Published online by Cambridge University Press: 13 September 2024
An organizational approach to the study of dispositions in United States District Courts is outlined, focusing on the pressures created by the combination of an increasing demand for service together with a relative decline in resources. The functions of courts are identified as adjudication, judicial administration, and policymaking. After stating some of the general theoretical issues involved in the approach taken here, courts are described in terms of the following organizational characteristics: (1) they are networks of organized activities with a mixed collegial and bureaucratic authority structure, as well as informal political processes of coordination, (2) heteronomous, (3) a labor-intensive professional service, (4) a branch of government, (5) nonspecialized, (6) passive, (7) vertically and horizontally interrelated with other organizations, (8) whose tasks are influenced by the demographic, economic, and legalgovernmental characteristics of the jurisdictional environment
Theoretically, the output of courts (e.g., the volume and nature of dispositions) is seen as determined by the environmental profile and the complexity of the task structure, with fiscal resources and organizational structure as intervening variables. These major organizational dimensions and variables are illustrated with data on the six District Courts of the Second Circuit.
A preliminary statistical analysis presents the effects of the jurisdictional environment on various types of filings in all United States District Courts in 1950, 1960, and 1973. The results confirm one aspect of the historically increasing involvement of government in the economy and society, namely, that which is mediated by the federal courts. The increasing governmental presence is shown in civil litigation involving the United States government as defendant and plaintiff, as well as in the contextual effects on filings of governmental agencies at the federal, state, and local levels.
The paper concludes with a brief discussion of three types of responses to the current crisis of the judiciary: the judicial response, emanating from the law-finding and adjudicatory role of courts; the bureaucratic response, reflecting the progressive transformation of adjudication into administration; and the technocratic response, emerging as a synthesis of adjudication and administration and stressing the policy-making function of courts within the context of the modern American politieal economy.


> **Problem requirements**:
Please reproduce the entries below exactly, leaving the pictures out.
===== Data shown
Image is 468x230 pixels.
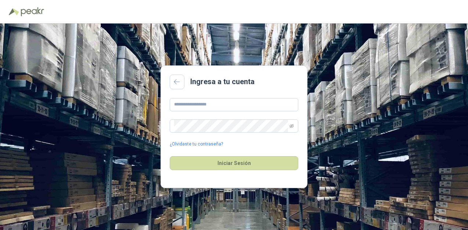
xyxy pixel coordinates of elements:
h2: Ingresa a tu cuenta [190,76,255,87]
span: eye-invisible [290,124,294,128]
button: Iniciar Sesión [170,156,298,170]
img: Logo [9,8,19,15]
a: ¿Olvidaste tu contraseña? [170,141,223,148]
img: Peakr [21,7,44,16]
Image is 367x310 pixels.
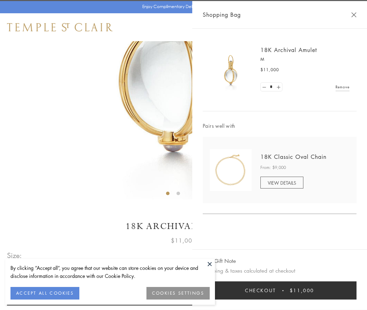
==========
> **Expected answer**:
Image is 468x230 pixels.
xyxy pixel coordinates of elements:
h2: Ingresa a tu cuenta [190,76,255,87]
span: eye-invisible [290,124,294,128]
button: Iniciar Sesión [170,156,298,170]
img: Logo [9,8,19,15]
a: ¿Olvidaste tu contraseña? [170,141,223,148]
img: Peakr [21,7,44,16]
Image is 367x310 pixels.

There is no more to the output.